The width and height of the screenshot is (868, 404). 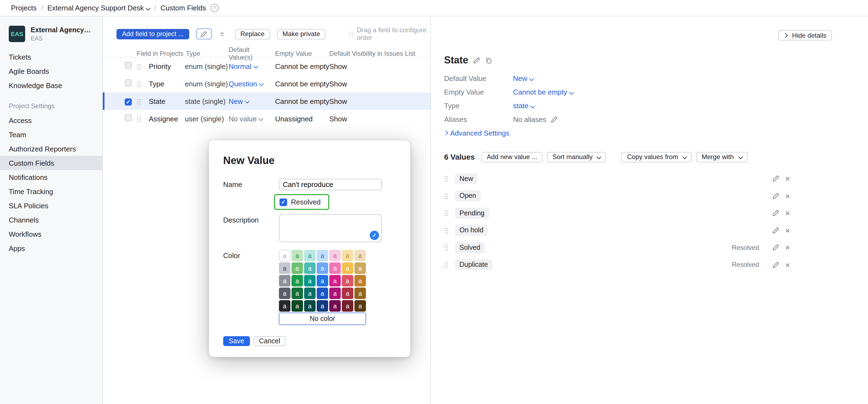 What do you see at coordinates (322, 268) in the screenshot?
I see `color-swatch-r2c4: a` at bounding box center [322, 268].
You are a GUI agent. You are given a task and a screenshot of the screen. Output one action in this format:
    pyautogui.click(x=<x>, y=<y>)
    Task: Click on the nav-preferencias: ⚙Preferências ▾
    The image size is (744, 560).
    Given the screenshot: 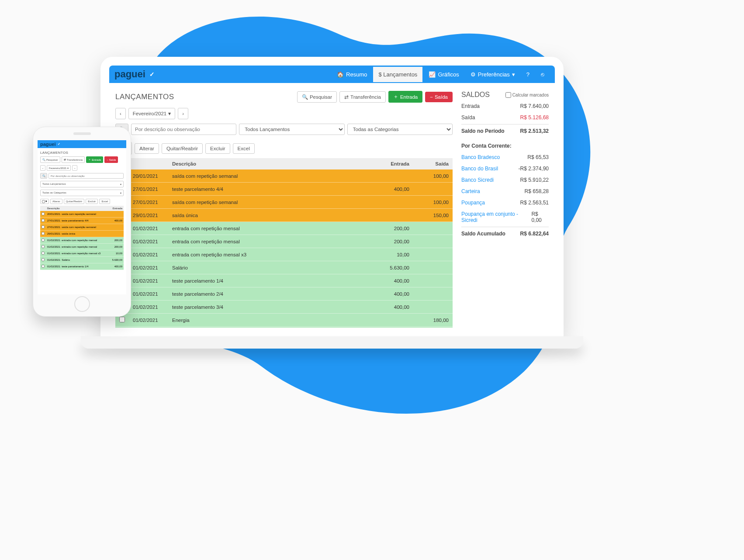 What is the action you would take?
    pyautogui.click(x=493, y=74)
    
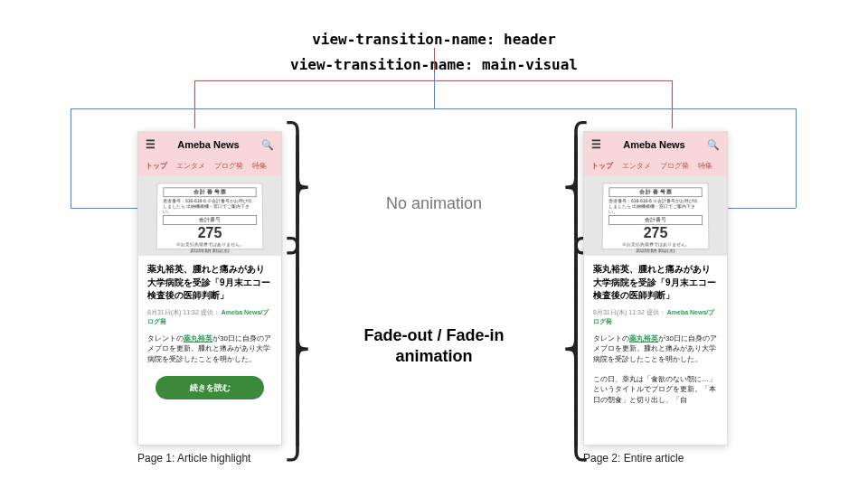  Describe the element at coordinates (210, 288) in the screenshot. I see `phone-page1: ☰ Ameba News 🔍 トップ エンタメ ブログ発 特集 会 計 番 号 …` at that location.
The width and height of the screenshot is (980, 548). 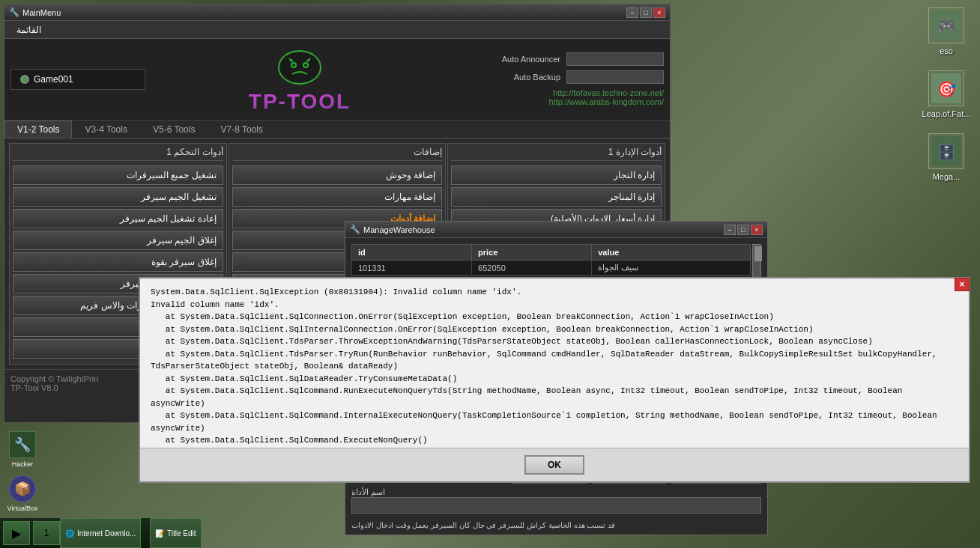 I want to click on game-selector: Game001, so click(x=78, y=79).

Exercise goal. Would you print exactly, and only, the lines of the data above from the line with "pyautogui.click(x=<x>, y=<y>)" through the line with "The image size is (744, 560).", inclusive?

Task solution.
    pyautogui.click(x=<x>, y=<y>)
    Task: Click on the nav-preferencias: ⚙Preferências ▾
    The image size is (744, 560).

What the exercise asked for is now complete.